Best for
Persuasive writing, response paragraphs, essay planning, speech writing, and issue-based English or social-science tasks.
English • Years 8-13 • Argument writing
Use this handout to make argument structure visible. PEEL helps ākonga move from “I think...” into a paragraph that actually convinces a reader through a clear point, relevant evidence, precise explanation, and a strong link back to the main claim.
This page already contains the structure, model, planning frame, and self-check. Te Wānanga becomes useful when you want PEEL rebuilt around a class topic, a different age group, or more scaffolded support for one writing group.
If the lesson mentions PEEL, evidence, explanation, or paragraph planning, those materials are already on this page and ready to print.
The companion page makes the English links explicit around persuasive writing, paragraph sequencing, audience and purpose, and supporting ideas with carefully chosen detail.
PEEL is useful because it makes the invisible moves of strong writing visible. Students often have an idea but not a structure that helps a reader follow their thinking. This frame slows the writing down enough for reasoning to appear on the page.
In Aotearoa contexts, PEEL is especially useful for issue-based writing where students are weighing social, environmental, and cultural questions. It supports thoughtful argument rather than loud opinion. Through a mātauranga Māori lens, persuasive writing can still be strong while showing manaakitanga, context, and responsibility to the people and kaupapa being discussed.
State the main idea of the paragraph clearly.
Use a fact, example, observation, quote, or detail that supports the point.
Explain why the evidence matters and how it strengthens the point.
Connect the paragraph back to the wider argument, thesis, or purpose.
Point: Schools should strengthen access to te reo Māori because language learning helps students understand the country they live in.
Evidence: More schools across Aotearoa are using bilingual signage, waiata, and structured language learning so te reo Māori is visible in everyday school life rather than kept at the edge.
Explanation: This matters because language is tied to identity, belonging, and respect. When students see and hear te reo Māori used regularly, they learn that it is a living taonga and part of public life, not an optional extra.
Link: Therefore, strengthening access to te reo Māori supports both learning and a more culturally grounded education in Aotearoa.
My point is:
My evidence is:
This evidence matters because:
This links back to my wider argument because:
If you are ready, add one sentence that shows you have considered an opposing view.
Sentence frame: Some people might argue that ... However, this does not outweigh the point that ...
Level 3–4: Read and interpret a range of texts for meaning and purpose; identify author intent, text structure, and language choices; write clearly for specific audiences and purposes using appropriate conventions.
Level 3–4: Understand how texts construct knowledge and perspective; evaluate the credibility and purpose of different sources; communicate ideas and findings effectively in written and oral forms.
In te ao Māori, language — reo — is a taonga: a treasure that carries culture, identity, and whakapapa across generations. The ability to speak clearly, to argue persuasively, to read critically, and to write with purpose are not simply academic skills — they are forms of mana in action. Māori oratory (whaikōrero) has always valued precision, evidence, and the ability to locate one's argument within a broader cultural and ancestral context. Students who develop strong literacy skills are developing the same capacities that made great orators powerful: the ability to be heard, understood, and taken seriously in any room they enter.
This handout is designed to be used alongside the broader unit resources available at Te Kete Ako handouts library. Related resources from the same unit are linked in the unit planner. All resources are provided — no additional preparation is required to use this handout in your classroom.
Students will engage with this resource to build core literacy skills — reading comprehension, writing craft, and oral language — grounded in the rich storytelling traditions of Aotearoa New Zealand and the literacy practices that empower rangatahi voice.
Scaffold support: Provide sentence starters, word banks, or graphic organisers for entry-level access. Model think-alouds before independent tasks. Offer extension challenges that deepen analysis — for example, comparing the author's craft choices across two texts or writing an additional stanza or paragraph.
ELL / ESOL: Pre-teach key vocabulary before reading. Allow students to annotate in their home language first, then translate key ideas. Use shared reading and think-pair-share structures to lower the stakes for language production. Bilingual glossaries and visual text supports help bridge comprehension.
Inclusion: Chunk reading and writing tasks into manageable steps. Offer multimodal options — oral, visual, or digital — for students to demonstrate understanding. Neurodiverse learners benefit from clear task structures and explicit success criteria. Affirm diverse linguistic and cultural backgrounds as assets, not deficits.
Mātauranga Māori lens: Literacy in Te Ao Māori encompasses tātai kōrero (the arrangement of speech), waiata, whakataukī, and the deep art of kōrero — storytelling as knowledge transmission. Encourage students to see their own family stories and community knowledge as valid literacy texts. Karakia opens and closes learning with intention. Tātai kōrero honours the voice.
Prior knowledge: Adaptable across year levels. No specialist prior knowledge required for entry-level engagement. Teachers may wish to pre-read the resource and anticipate vocabulary that needs pre-teaching.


* **What needs to be done**: Select all lines holding the word "Vegetables" from the entries that follow.

* **Dataset records**:
===============

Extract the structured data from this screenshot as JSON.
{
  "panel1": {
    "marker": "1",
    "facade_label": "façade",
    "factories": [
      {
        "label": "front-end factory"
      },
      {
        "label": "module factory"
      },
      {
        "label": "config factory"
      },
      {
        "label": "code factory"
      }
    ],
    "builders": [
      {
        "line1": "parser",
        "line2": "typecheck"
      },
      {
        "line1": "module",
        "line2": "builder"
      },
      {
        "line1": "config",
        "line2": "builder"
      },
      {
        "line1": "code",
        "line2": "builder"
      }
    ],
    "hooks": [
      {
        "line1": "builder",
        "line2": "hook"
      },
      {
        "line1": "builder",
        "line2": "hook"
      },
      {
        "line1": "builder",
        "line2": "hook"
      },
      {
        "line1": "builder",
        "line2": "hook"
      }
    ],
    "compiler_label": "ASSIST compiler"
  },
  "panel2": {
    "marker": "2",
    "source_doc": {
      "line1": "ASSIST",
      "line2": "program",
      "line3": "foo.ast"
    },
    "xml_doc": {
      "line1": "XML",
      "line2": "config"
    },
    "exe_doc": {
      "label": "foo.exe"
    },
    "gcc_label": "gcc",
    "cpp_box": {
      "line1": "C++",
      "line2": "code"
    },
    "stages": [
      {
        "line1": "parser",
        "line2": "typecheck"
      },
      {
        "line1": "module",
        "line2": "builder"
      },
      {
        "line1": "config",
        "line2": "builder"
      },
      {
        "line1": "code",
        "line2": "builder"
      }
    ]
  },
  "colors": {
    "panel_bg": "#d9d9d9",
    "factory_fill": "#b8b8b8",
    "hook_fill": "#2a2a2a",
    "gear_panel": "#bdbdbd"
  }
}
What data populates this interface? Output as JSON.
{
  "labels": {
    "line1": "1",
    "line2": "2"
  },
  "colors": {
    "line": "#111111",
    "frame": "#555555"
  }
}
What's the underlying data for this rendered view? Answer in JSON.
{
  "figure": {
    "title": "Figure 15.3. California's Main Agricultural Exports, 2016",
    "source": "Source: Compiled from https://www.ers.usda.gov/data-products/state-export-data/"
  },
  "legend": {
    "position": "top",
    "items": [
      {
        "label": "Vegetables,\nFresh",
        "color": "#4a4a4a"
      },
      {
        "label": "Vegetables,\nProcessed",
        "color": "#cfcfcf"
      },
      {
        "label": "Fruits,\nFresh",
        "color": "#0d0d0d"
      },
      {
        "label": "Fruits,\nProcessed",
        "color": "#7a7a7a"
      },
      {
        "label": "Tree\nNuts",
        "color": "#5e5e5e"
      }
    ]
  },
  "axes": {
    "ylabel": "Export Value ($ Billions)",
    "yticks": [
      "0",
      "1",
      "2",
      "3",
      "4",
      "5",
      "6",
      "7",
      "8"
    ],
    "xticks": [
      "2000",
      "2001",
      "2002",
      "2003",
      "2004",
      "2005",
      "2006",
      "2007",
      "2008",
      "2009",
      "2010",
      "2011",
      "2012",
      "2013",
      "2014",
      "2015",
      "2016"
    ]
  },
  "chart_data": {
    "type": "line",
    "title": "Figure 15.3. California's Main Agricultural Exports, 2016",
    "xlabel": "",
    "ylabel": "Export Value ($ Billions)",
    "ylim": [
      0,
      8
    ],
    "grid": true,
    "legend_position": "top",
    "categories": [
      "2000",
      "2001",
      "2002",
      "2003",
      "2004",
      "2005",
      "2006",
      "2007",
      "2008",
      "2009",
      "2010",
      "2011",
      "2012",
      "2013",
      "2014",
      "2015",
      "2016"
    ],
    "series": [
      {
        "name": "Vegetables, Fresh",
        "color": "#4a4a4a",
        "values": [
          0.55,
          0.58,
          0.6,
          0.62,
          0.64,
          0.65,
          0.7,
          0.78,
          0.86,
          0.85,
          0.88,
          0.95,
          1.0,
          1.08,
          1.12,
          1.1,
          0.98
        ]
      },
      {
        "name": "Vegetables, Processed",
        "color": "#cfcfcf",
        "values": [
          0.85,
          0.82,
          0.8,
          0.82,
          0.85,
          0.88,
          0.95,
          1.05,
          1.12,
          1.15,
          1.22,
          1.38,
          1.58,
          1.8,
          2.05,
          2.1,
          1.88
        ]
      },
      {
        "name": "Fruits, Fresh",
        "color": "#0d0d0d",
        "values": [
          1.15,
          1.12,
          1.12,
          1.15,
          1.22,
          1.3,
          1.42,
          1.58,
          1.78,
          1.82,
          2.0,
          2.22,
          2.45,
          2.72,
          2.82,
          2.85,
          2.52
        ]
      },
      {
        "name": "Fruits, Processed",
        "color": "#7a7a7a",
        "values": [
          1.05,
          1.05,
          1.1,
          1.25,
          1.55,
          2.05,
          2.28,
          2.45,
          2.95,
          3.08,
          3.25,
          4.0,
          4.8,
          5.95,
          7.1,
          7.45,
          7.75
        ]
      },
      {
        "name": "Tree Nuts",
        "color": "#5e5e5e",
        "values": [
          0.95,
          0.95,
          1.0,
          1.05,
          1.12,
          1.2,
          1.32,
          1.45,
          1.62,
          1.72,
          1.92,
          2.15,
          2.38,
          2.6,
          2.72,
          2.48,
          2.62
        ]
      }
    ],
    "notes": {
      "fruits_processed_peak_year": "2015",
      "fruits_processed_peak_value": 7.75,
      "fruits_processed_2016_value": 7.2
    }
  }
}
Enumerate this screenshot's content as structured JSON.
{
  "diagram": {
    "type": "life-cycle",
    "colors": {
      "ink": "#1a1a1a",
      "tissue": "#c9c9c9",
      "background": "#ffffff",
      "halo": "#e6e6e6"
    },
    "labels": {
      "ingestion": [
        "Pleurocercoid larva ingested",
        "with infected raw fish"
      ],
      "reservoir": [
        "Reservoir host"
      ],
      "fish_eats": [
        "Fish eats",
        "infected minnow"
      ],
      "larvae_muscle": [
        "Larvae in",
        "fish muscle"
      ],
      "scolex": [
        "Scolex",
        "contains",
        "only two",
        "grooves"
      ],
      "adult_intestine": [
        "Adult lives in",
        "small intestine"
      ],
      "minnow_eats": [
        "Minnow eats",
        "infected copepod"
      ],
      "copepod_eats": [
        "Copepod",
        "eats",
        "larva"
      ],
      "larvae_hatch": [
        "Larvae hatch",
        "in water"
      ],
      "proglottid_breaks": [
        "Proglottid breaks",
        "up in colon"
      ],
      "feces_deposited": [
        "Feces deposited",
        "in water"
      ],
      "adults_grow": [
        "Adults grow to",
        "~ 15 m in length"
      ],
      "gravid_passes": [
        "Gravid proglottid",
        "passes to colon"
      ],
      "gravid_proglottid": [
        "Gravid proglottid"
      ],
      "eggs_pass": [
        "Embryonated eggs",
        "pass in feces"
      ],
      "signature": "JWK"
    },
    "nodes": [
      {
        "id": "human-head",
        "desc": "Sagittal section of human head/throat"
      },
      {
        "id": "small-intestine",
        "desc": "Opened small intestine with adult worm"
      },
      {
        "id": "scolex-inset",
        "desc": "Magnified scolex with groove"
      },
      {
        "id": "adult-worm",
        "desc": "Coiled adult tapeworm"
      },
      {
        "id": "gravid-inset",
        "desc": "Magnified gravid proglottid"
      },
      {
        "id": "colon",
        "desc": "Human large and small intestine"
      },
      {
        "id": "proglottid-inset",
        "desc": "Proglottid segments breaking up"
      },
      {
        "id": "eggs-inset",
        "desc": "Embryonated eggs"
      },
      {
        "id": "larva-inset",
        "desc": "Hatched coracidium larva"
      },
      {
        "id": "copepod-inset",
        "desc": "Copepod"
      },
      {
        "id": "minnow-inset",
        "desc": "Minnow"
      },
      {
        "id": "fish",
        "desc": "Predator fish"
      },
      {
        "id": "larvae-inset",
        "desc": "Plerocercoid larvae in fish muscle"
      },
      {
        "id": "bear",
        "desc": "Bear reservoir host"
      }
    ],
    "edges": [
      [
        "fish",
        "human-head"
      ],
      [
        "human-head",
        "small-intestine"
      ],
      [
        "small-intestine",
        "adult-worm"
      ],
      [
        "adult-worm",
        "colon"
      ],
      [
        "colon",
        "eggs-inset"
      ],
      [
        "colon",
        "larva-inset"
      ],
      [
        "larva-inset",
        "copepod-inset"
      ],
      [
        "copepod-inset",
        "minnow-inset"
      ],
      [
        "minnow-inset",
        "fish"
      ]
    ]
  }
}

===============

* **Solution for this task**:
        "label": "Vegetables,\nFresh",
        "label": "Vegetables,\nProcessed",
        "name": "Vegetables, Fresh",
        "name": "Vegetables, Processed",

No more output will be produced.